Labor is the curse of the world, and nobody can meddle with it without becoming proportionately brutalized. — © Nathaniel Hawthorne
Labor is the curse of the world, and nobody can meddle with it without becoming proportionately brutalized.
Labor, like Israel, has many sorrows. Its women weep for their fallen and they lament for the future of the children of the race. It ill behooves one who has supped at labor's table and who has been sheltered in labor's house to curse with equal fervor and fine impartiality both labor and its adversaries when they become locked in deadly embrace.
Any messages for me?" Usually I got one or two, but mostly people who wanted my help preferred to talk in person. "Yes.
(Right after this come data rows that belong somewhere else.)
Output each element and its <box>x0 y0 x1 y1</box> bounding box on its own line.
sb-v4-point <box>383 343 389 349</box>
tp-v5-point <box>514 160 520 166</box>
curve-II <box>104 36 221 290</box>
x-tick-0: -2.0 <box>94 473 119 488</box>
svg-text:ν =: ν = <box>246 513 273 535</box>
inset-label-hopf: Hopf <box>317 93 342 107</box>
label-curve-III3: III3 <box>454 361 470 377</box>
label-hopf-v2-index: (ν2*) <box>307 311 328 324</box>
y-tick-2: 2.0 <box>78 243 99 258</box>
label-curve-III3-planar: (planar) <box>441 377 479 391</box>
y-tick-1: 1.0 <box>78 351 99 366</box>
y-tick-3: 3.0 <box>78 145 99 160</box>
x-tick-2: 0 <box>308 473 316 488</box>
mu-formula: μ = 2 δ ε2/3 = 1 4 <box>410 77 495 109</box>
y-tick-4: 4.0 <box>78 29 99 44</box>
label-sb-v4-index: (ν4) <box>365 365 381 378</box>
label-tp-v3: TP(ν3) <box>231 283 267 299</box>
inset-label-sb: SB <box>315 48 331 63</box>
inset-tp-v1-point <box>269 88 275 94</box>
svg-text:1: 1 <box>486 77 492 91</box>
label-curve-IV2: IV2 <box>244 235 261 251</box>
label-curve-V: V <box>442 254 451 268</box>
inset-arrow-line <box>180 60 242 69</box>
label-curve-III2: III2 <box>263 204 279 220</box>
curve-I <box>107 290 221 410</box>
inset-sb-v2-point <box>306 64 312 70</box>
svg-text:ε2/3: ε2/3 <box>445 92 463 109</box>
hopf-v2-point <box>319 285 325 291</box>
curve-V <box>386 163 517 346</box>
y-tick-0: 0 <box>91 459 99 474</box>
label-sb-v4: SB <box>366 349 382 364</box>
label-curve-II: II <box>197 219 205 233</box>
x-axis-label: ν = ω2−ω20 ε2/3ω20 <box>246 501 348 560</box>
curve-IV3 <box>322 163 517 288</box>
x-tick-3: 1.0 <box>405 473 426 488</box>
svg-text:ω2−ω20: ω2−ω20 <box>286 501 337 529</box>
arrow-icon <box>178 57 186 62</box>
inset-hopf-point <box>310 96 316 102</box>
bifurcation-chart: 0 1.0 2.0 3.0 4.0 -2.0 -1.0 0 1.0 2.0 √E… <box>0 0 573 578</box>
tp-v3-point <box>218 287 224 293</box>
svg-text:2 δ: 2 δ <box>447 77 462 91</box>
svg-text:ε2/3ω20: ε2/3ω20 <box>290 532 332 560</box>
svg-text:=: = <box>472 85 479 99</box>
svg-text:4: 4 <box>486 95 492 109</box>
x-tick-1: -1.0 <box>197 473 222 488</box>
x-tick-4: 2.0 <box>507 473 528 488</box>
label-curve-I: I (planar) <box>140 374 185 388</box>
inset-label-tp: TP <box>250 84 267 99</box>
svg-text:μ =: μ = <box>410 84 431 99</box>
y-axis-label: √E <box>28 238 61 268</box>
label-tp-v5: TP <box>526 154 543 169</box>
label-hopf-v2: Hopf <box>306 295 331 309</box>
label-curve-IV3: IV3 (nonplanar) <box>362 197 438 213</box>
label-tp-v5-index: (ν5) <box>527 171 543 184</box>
Hold on." She pulled out a handful of pink tickets and recited from memory, without checking the paper. "Seven forty-two a.m., Mr. Gasparian: I curse you. I curse your arms so they wither and die and fall off your body. I curse your eyeballs to explode. I curse your feet to swell until blue. I curse your spine to crack. I curse you. I curse you. I curse you.
I didn't meddle. If I did meddle there wouldn't be all this violence. All this horrible sexism in games.
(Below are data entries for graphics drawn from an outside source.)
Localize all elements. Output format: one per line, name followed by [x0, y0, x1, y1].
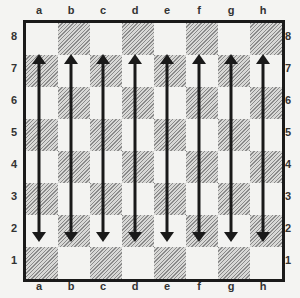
rank-label-1: 1 [7, 254, 21, 266]
arrowhead-down-icon [32, 232, 46, 242]
rank-label-1: 1 [281, 254, 295, 266]
rank-label-7: 7 [7, 62, 21, 74]
file-label-c: c [87, 4, 119, 16]
file-label-d: d [119, 4, 151, 16]
arrowhead-up-icon [96, 54, 110, 64]
arrowhead-down-icon [256, 232, 270, 242]
rank-label-3: 3 [281, 190, 295, 202]
arrowhead-down-icon [160, 232, 174, 242]
rank-label-8: 8 [281, 30, 295, 42]
arrowhead-up-icon [256, 54, 270, 64]
file-label-g: g [215, 4, 247, 16]
arrowhead-up-icon [160, 54, 174, 64]
arrowhead-down-icon [96, 232, 110, 242]
arrows-layer [23, 20, 279, 276]
arrowhead-up-icon [64, 54, 78, 64]
double-arrow-c-file [96, 54, 110, 242]
arrowhead-up-icon [192, 54, 206, 64]
double-arrow-h-file [256, 54, 270, 242]
file-label-a: a [23, 4, 55, 16]
double-arrow-a-file [32, 54, 46, 242]
file-label-h: h [247, 4, 279, 16]
arrowhead-up-icon [128, 54, 142, 64]
double-arrow-d-file [128, 54, 142, 242]
rank-label-4: 4 [281, 158, 295, 170]
double-arrow-e-file [160, 54, 174, 242]
arrowhead-down-icon [192, 232, 206, 242]
file-label-a: a [23, 280, 55, 292]
arrowhead-up-icon [224, 54, 238, 64]
arrowhead-down-icon [224, 232, 238, 242]
file-label-f: f [183, 280, 215, 292]
rank-label-6: 6 [281, 94, 295, 106]
file-label-e: e [151, 280, 183, 292]
rank-label-2: 2 [7, 222, 21, 234]
double-arrow-b-file [64, 54, 78, 242]
rank-label-4: 4 [7, 158, 21, 170]
arrowhead-down-icon [128, 232, 142, 242]
double-arrow-g-file [224, 54, 238, 242]
arrowhead-up-icon [32, 54, 46, 64]
file-label-g: g [215, 280, 247, 292]
file-label-b: b [55, 280, 87, 292]
file-label-h: h [247, 280, 279, 292]
file-label-b: b [55, 4, 87, 16]
file-label-e: e [151, 4, 183, 16]
rank-label-5: 5 [281, 126, 295, 138]
rank-label-7: 7 [281, 62, 295, 74]
rank-label-5: 5 [7, 126, 21, 138]
file-label-d: d [119, 280, 151, 292]
double-arrow-f-file [192, 54, 206, 242]
rank-label-2: 2 [281, 222, 295, 234]
rank-label-6: 6 [7, 94, 21, 106]
rank-label-8: 8 [7, 30, 21, 42]
arrowhead-down-icon [64, 232, 78, 242]
file-label-f: f [183, 4, 215, 16]
rank-label-3: 3 [7, 190, 21, 202]
file-label-c: c [87, 280, 119, 292]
I would like to think that I curse expertly - it's not something that I do without considering it. I never curse without intending to; it's not something I resort to because of inability to articulate or find the correct word.
Religion has been a curse on the world and humanity will never know freedom until this curse has been exorcised. It is the curse of ignorance, which has cast its dark shadow over thousands of years of human suppression.
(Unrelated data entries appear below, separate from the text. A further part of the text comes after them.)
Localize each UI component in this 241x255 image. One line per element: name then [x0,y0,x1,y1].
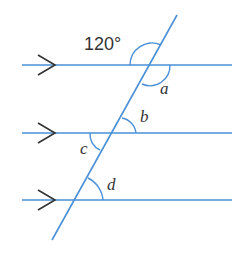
angle-b-label: b [140,107,149,126]
given-angle-label: 120° [84,34,121,54]
angle-arc-d [88,178,103,200]
angle-arc-c [90,133,100,150]
angle-arc-b [122,118,136,133]
angle-a-label: a [160,79,169,98]
angle-d-label: d [107,175,116,194]
angle-c-label: c [80,139,88,158]
angle-diagram: 120° a b c d [0,0,241,255]
angle-arc-120 [130,43,161,65]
To live in the world without becoming aware of the meaning of the world is like wandering about in a great library without touching the books.
Is this the curse of modernity, to live in a world without judgment, without perspective, no context for understanding or distinguishing what is real and what is imagined, what is manipulated and what is by chance beautiful, what is shadow and what is flesh?
My principles in respect of religious interest are two,--one is, that the Church shall not meddle with politics, and the government shall not meddle with religion.
The Internet has been a blessing and a curse. The curse we know: A lot of people appropriating your intellectual property without paying for it. But I think it's important to realize the blessing of the Internet, which is that everybody has a voice and you can break through, even without a record company.
It is but a truism that labor is most productive where its wages are largest. Poorly paid labor is inefficient labor, the world over.
One finds fortunes built on slave labor, indentured labor, prison labor, immigrant labor, female labor, child labor, and scab labor - backed by the lethal force of gun thugs and militia. 'Old money' is often little more than dirty money laundered by several generations of possession.
All that serves labor serves the Nation. All ^ that harms labor is treason to America. No line can be drawn between these two. If any man tells you he loves America, yet hates labor, he is a liar. If any man tells you he trusts America, yet fears labor, he is a fool. There is no America without labor, and to fleece the one is to rob the other.
In this world, the greatest courage is to drop the mind aside. The bravest man is who can see the world without the barrier of the mind, just as it is. It is tremendously different, utterly beautiful. There is nobody who is inferior and there is nobody who is superior - there are no distinctions.
They's making it worse, the labor movement got the mafia curse.
Beauty is the adjustment of all parts proportionately so that one cannot add or subtract or change without impairing the harmony of the whole.
Beauty: the adjustment of all parts proportionately so that one cannot add or subtract or change without impairing the harmony of the whole.